The moment someone learns I live with my parents at 28, their face does this thing. That quick micro-expression of judgment before they catch themselves. Then comes the inevitable hunt for a justification: Am I unemployed? Broke? A caretaker? Weird?
I get it. Popular media has spent decades coding the adult son living at home as a cautionary tale, a failure, a burden on disappointed parents. But here’s what most people don’t realize: in New York City, multigenerational living is common, economically sound, and increasingly, it’s the only way families like mine can afford to stay.
My fiancée and I moved into my parents’ two-bedroom, rent-controlled apartment on the Upper West Side in 2020. My dad has lived in this same unit for over 50 years. He moved there in his late 20s with roommates who eventually left, but he stayed, raised a family, and watched the neighborhood transform around him while the rent barely moved.
The math is brutal and simple: without this apartment, three people born and raised in New York would likely have to leave.
The Rent Control Safety Net
Here’s where this gets interesting, at least from a business perspective. Four years ago, my parents and I pooled our savings with a childhood friend and opened an art gallery on the Lower East Side. We signed a 10-year commercial lease. That gallery only exists because of the financial cushion my family’s housing situation provides.
I don’t have a trust fund. My parents never handed me money to “invest” in anything. But they were smart with their money decades ago, and their discipline created space for me to take risks that would have been impossible otherwise.
The money I would have paid for a standard NYC apartment rent went directly into starting a business. That’s not luck. That’s the compound effect of one responsible financial decision made fifty years ago, rippling forward.
Most people think of multigenerational housing as a compromise or a step backward. They don’t see it as what it actually is: a strategic advantage in a city where the median rent keeps climbing and younger people keep getting priced out.
The Invisible Labor of Gratitude
But there’s something else happening in this apartment that doesn’t show up on spreadsheets. My fiancée and I cook every day. We do the grocery shopping, wash dishes, clean, walk the dog, handle household maintenance. We’ve basically become the apartment’s operating system, which frees my parents to do whatever they want with their time.
This sounds obvious until you actually think about what your parents gave you. Years of pouring into your life. The financial investments they made. The patience they didn’t always have but summoned anyway. The growth they cultivated.
You can’t truly repay that. But you can show up. You can be present.
Moving to another borough or a few stops away on the 1 train would feel counterintuitive to me. It would mean I was optimizing for what people might think of my life choices instead of what actually matters. My parents are in their 70s. I get to hear their voices greeting me when I come home. That’s a privilege that won’t last forever.
The Awkward Honesty
I’d be lying if I said I don’t still feel embarrassed sometimes when the topic comes up at dinner or drinks. There’s something in the culture that hasn’t quite caught up with the economics, and judgment lingers even when logic doesn’t support it.
But I also know that one day I won’t have the option to come home and see them. So I try to focus on what I know matters: showing up, being useful, demonstrating love through time and care instead of expensive gestures I can’t afford anyway.
Multigenerational living works best when everyone benefits. My parents get practical help and daily companionship. I get affordable housing and a safety net for ambition. My fiancée gets family. And maybe, in a small way, we’re modeling something that more people in expensive cities might need to consider seriously instead of dismissing out of hand.
The real question isn’t why I still live with my parents. It’s why we’ve decided that independence means isolation, and success means leaving.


- **Work order**: Note each line in the data below that holds "cell", and copy it.

####

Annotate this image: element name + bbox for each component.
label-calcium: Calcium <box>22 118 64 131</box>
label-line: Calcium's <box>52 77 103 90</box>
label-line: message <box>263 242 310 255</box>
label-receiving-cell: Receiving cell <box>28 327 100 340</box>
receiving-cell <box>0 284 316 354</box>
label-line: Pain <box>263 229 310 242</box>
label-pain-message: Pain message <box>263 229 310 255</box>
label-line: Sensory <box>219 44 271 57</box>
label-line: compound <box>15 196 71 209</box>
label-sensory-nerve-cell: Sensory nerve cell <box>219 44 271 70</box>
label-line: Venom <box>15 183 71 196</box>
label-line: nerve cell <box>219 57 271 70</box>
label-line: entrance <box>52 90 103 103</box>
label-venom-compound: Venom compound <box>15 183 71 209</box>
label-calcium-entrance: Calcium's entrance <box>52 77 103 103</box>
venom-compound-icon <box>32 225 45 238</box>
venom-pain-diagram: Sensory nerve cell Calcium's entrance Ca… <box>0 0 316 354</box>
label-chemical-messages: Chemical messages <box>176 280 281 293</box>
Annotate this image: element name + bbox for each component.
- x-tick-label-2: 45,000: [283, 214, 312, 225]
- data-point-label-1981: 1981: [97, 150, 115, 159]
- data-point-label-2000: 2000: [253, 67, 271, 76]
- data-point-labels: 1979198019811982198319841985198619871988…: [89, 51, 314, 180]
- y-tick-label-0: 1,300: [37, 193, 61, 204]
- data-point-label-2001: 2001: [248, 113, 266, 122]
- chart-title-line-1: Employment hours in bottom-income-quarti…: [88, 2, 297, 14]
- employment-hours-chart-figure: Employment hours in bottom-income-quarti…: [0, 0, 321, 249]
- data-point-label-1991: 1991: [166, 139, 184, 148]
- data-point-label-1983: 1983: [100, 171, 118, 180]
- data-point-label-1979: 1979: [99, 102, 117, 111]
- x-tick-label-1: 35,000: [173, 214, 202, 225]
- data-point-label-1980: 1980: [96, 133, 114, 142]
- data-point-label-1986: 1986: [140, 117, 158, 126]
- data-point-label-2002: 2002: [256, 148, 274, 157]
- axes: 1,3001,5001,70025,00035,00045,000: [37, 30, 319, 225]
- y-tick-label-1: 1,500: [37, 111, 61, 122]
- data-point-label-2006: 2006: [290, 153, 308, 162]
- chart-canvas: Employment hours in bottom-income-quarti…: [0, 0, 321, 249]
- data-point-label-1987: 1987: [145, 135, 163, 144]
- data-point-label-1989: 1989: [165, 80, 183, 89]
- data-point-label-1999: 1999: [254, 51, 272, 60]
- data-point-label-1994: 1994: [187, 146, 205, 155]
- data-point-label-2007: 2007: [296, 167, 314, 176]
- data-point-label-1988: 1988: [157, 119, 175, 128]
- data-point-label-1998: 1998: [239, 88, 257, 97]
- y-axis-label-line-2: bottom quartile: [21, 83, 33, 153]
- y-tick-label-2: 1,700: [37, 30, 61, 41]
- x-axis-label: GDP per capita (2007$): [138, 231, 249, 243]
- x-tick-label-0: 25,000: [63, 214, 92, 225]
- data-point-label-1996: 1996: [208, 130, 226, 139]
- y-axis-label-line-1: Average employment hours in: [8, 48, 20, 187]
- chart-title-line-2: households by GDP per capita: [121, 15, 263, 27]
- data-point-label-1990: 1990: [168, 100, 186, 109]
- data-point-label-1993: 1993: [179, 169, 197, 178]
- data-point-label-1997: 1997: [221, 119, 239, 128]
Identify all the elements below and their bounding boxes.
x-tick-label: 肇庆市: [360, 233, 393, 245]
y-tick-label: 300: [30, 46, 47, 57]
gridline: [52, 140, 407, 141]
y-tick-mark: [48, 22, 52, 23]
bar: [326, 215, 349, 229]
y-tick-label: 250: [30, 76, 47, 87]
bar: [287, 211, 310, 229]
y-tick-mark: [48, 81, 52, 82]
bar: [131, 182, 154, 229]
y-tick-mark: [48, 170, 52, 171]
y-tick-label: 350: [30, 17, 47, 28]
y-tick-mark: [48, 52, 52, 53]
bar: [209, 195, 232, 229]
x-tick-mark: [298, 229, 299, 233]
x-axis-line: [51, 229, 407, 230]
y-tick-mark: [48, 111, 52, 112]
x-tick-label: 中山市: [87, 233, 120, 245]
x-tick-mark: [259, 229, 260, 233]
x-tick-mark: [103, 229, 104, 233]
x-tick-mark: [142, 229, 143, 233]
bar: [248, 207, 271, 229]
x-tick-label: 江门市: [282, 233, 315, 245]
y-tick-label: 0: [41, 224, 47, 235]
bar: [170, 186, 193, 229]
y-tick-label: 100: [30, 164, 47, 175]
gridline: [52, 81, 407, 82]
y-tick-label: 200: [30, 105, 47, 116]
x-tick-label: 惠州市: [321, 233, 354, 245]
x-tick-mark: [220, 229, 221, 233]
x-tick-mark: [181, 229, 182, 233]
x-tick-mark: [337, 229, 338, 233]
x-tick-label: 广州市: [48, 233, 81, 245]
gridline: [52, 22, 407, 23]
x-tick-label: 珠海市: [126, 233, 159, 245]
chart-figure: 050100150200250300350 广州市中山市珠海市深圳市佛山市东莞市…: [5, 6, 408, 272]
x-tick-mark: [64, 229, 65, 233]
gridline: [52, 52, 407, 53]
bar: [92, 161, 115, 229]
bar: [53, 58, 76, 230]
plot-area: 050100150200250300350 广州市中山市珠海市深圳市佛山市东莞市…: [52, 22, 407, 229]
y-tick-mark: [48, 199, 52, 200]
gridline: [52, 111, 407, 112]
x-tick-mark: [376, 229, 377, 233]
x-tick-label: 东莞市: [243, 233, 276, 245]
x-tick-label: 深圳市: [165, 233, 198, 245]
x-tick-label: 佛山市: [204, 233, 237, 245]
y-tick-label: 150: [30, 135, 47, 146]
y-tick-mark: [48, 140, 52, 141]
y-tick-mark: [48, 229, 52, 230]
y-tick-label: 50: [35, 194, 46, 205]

####

- **Answer to the problem**:
label-receiving-cell: Receiving cell <box>28 327 100 340</box>
receiving-cell <box>0 284 316 354</box>
label-sensory-nerve-cell: Sensory nerve cell <box>219 44 271 70</box>
label-line: nerve cell <box>219 57 271 70</box>
venom-pain-diagram: Sensory nerve cell Calcium's entrance Ca… <box>0 0 316 354</box>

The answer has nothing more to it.